China installed the “polar subglacial shallow surface acoustic monitoring buoy system” on floating ice in the Arctic on Aug. 9, 2021. Information obtained by the device was uplinked to Chinese satellites.
The research institute, a Chinese central government agency that “plans and coordinates China’s polar activities,” stated that the devices could be used for “subglacial communication, navigation and positioning, target detection, and the reconstruction of marine environmental parameters.” This buoy “can be massively used in the construction of the Arctic Ocean environmental monitoring network.”
Other than this buoy, the institute said, China had “never planted a listening device there.”
“China’s intent to dominate the Arctic region of North America is of increasing priority for the Xi Jinping regime,” Charles Burton of the Ottawa-based Macdonald-Laurier Institute told Gatestone. “Moving forward from the illogical assertion that China is a ‘near-Arctic nation’ and Xi’s touting of the ‘Polar Silk Road,’ China is now covertly preparing the groundwork for militarization of the largely undefended northern territory and critical Arctic sea routes.”
Retired Canadian Lt. Gen. Michael Day told The Globe and Mail that China’s buoys would likely have been mapping environmental conditions such as seabeds and ice thickness. Buoys can also monitor ice movement, ocean currents, water temperature, and salinity.
All of these data are needed to listen for submarines, specifically American ones. China wants to track and destroy American subs from the top of the world before they can flood into Asian waters.

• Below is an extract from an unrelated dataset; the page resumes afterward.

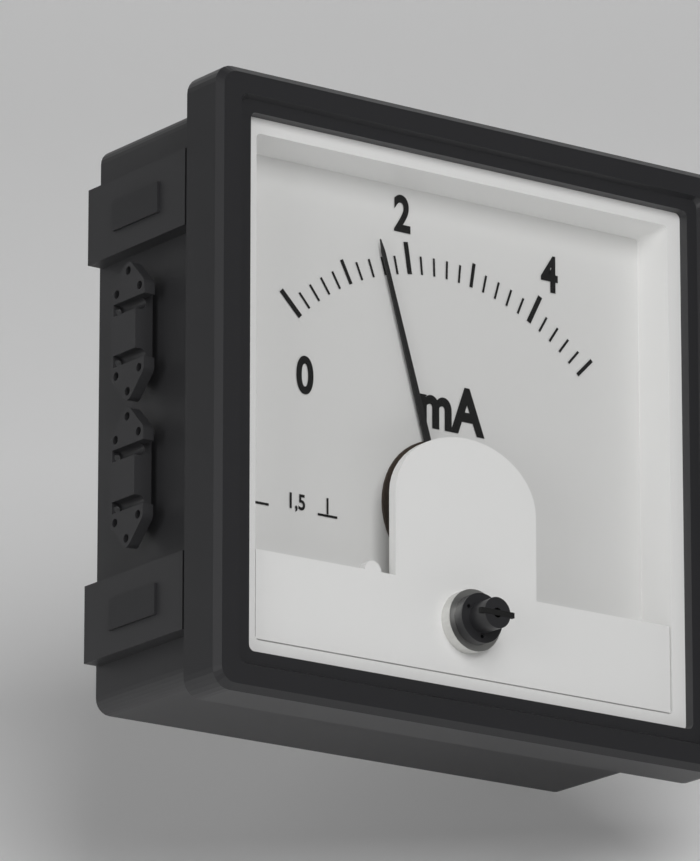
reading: 1.6 mA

The frozen Arctic is a hot topic these days, and China is trying to control it. The Polar Research Institute of China attempted to buy an airport in Lapland, Finland, but under U.S. pressure, the government there blocked the purchase.
“Since the advent of the Cold War, the Arctic has been the domain of two nuclear powers, the United States of America and the Soviet Union, now the Russian Federation,” James Fanell of the Geneva Centre for Security Policy told Gatestone. “These two states demonstrated an understanding of the balance of power and observed an uneasy truce within the waters of the Arctic. Since 2017, the People’s Republic of China, led by Xi Jinping, has made it clear it covets access to the Arctic and recognition of its major-power status there.”
China has, Mr. Fanell pointed out, announced three Blue Economic Corridors, one of which includes the Arctic. These corridors are part of Xi’s worldwide Belt and Road Initiative.
Unlike Moscow and Washington, Beijing, with its forays into the Arctic, is upending stability. As Mr. Fanell, also a former U.S. Navy captain who served as director of intelligence and information operations at the U.S. Pacific Fleet, pointed out, “Beijing arrogantly believes they deserve a place in the Arctic Council to ‘call the shots’ and expand Chinese influence and access to this vital region atop the planet.”
The United States’ generous “engagement” approach to China has resulted in China’s obtaining observer status in the Arctic Council although no Chinese territory is in or near the Arctic.
There are eight states with territory inside the Arctic Circle. With the exceptions of Russia and Sweden, all are NATO members. This year, Sweden should join that alliance.
Moreover, the five Arctic littoral states—the Arctic Five of Canada, Denmark, Norway, Russia, and the United States—are all NATO members other than Russia. This gives America the ability to determine outcomes in the Arctic, especially if Washington were to oppose China’s initiatives, as it of course should.
China already has two permanent research stations in the Arctic, one in Norway and the other in Iceland. That is two too many.
The Chinese know the value of the Arctic. Warming temperatures are melting Arctic ice, making drilling and mining in the region more feasible. Moreover, melting ice opens up shorter routes for container ships and other vessels.
Yet for China, the Arctic is primarily a military domain. In addition to the buoys they are leaving in the Arctic, the Chinese are surveilling the area by air. The spy balloon that flew over the lower 48 states this year initially crossed into Alaska and Western Canada.